Vice President George HW Bush was named interim president for about eight hours while Reagan was in surgery.
President George W. Bush temporarily transferred power to Vice President Dick Cheney in June 2002 and July 2007 while he underwent routine colonoscopies under anesthesia.
Following Reagan’s serious injuries in an assassination attempt in 1981, a letter invoking Section 3 was drawn up, but never sent.
Under Section 3, the President informs the President pro tempore, or presiding officer, of the Senate, currently Republican Chuck Grassley, and the Speaker of the House of Representatives, currently Pelosi, in writing that he is unable to discharge his duties. of the office and is temporarily transferring power to the vice president.

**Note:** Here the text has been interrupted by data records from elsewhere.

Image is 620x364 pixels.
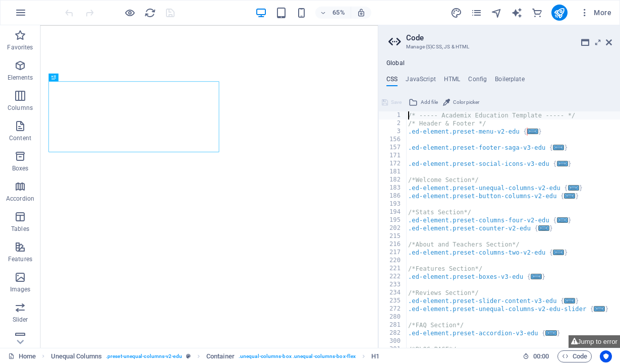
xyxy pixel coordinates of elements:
i: Commerce [531,7,543,18]
div: 215 [379,232,407,240]
div: 3 [379,128,407,136]
span: ... [531,274,542,279]
i: On resize automatically adjust zoom level to fit chosen device. [357,8,366,17]
div: 195 [379,216,407,224]
i: This element is a customizable preset [186,353,191,359]
div: 300 [379,337,407,345]
button: Click here to leave preview mode and continue editing [124,6,136,18]
button: navigator [491,6,503,18]
div: 202 [379,224,407,232]
button: More [576,5,615,21]
h4: Config [468,75,487,87]
h4: CSS [386,75,398,87]
p: Accordion [6,194,35,202]
a: Click to cancel selection. Double-click to open Pages [8,350,36,362]
p: Images [10,285,31,293]
div: 221 [379,265,407,273]
span: ... [553,250,564,255]
span: . unequal-columns-box .unequal-columns-box-flex [239,350,356,362]
h6: 65% [330,6,347,18]
h4: HTML [444,75,461,87]
button: design [451,6,463,18]
span: ... [557,161,568,166]
span: ... [553,145,564,150]
div: 216 [379,240,407,248]
span: ... [546,330,557,336]
div: 181 [379,168,407,176]
div: 156 [379,136,407,144]
span: ... [538,225,550,231]
span: ... [527,129,538,134]
i: Pages (Ctrl+Alt+S) [471,7,482,18]
p: Tables [11,225,29,233]
div: 281 [379,321,407,329]
nav: breadcrumb [51,350,380,362]
p: Content [9,134,31,142]
span: ... [594,306,605,312]
div: 193 [379,200,407,208]
i: Design (Ctrl+Alt+Y) [451,7,462,18]
span: Click to select. Double-click to edit [371,350,379,362]
button: pages [471,6,483,18]
span: Add file [421,96,438,108]
span: : [541,352,542,360]
div: 194 [379,208,407,216]
div: 272 [379,305,407,313]
button: 65% [315,6,351,18]
span: Color picker [453,96,480,108]
button: Add file [407,96,439,108]
div: 183 [379,184,407,192]
div: 234 [379,289,407,297]
button: text_generator [511,6,523,18]
button: Usercentrics [600,350,612,362]
p: Slider [13,316,28,324]
div: 235 [379,297,407,305]
button: Color picker [442,96,481,108]
i: Reload page [144,7,156,18]
div: 222 [379,273,407,281]
i: Publish [554,7,565,18]
button: Jump to error [569,335,620,348]
p: Elements [7,74,33,82]
div: 2 [379,120,407,128]
h6: Session time [523,350,550,362]
p: Favorites [7,43,33,51]
div: 182 [379,176,407,184]
button: Code [558,350,592,362]
h3: Manage (S)CSS, JS & HTML [406,43,592,51]
h4: Global [386,59,405,67]
i: Navigator [491,7,503,18]
span: ... [568,185,579,190]
span: Code [562,350,587,362]
button: commerce [531,6,543,18]
h4: Boilerplate [495,75,525,87]
span: ... [557,217,568,223]
div: 282 [379,329,407,337]
div: 1 [379,112,407,120]
span: Click to select. Double-click to edit [51,350,102,362]
div: 172 [379,160,407,168]
div: 217 [379,248,407,256]
div: 157 [379,144,407,152]
h2: Code [406,33,612,43]
h4: JavaScript [406,75,435,87]
p: Boxes [12,164,29,173]
p: Columns [7,104,33,112]
div: 220 [379,256,407,265]
span: More [580,7,611,18]
div: 280 [379,313,407,321]
span: 00 00 [533,350,549,362]
span: ... [564,298,575,304]
span: . preset-unequal-columns-v2-edu [106,350,182,362]
p: Features [8,255,32,263]
div: 233 [379,281,407,289]
i: AI Writer [511,7,523,18]
div: 171 [379,152,407,160]
span: Click to select. Double-click to edit [206,350,235,362]
button: publish [551,5,568,21]
div: 301 [379,345,407,353]
div: 186 [379,192,407,200]
button: reload [144,6,156,18]
span: ... [564,193,575,198]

Under Section 4, the vice president and a majority of the cabinet members report to the Senate and House leaders that the president is unable to perform his duties and the vice president becomes interim president.
If a president challenges a determination that he or she cannot perform his or her duties, it is up to Congress to make the decision.
It would take a two-thirds majority in both the House and the Senate to declare the president unfit to remain in office.
Former Deputy FBI Director Andrew McCabe has claimed that former Deputy Attorney General Rod Rosenstein raised the possibility of invoking Section 4 against Trump after he abruptly fired FBI Director James Comey in May 2017.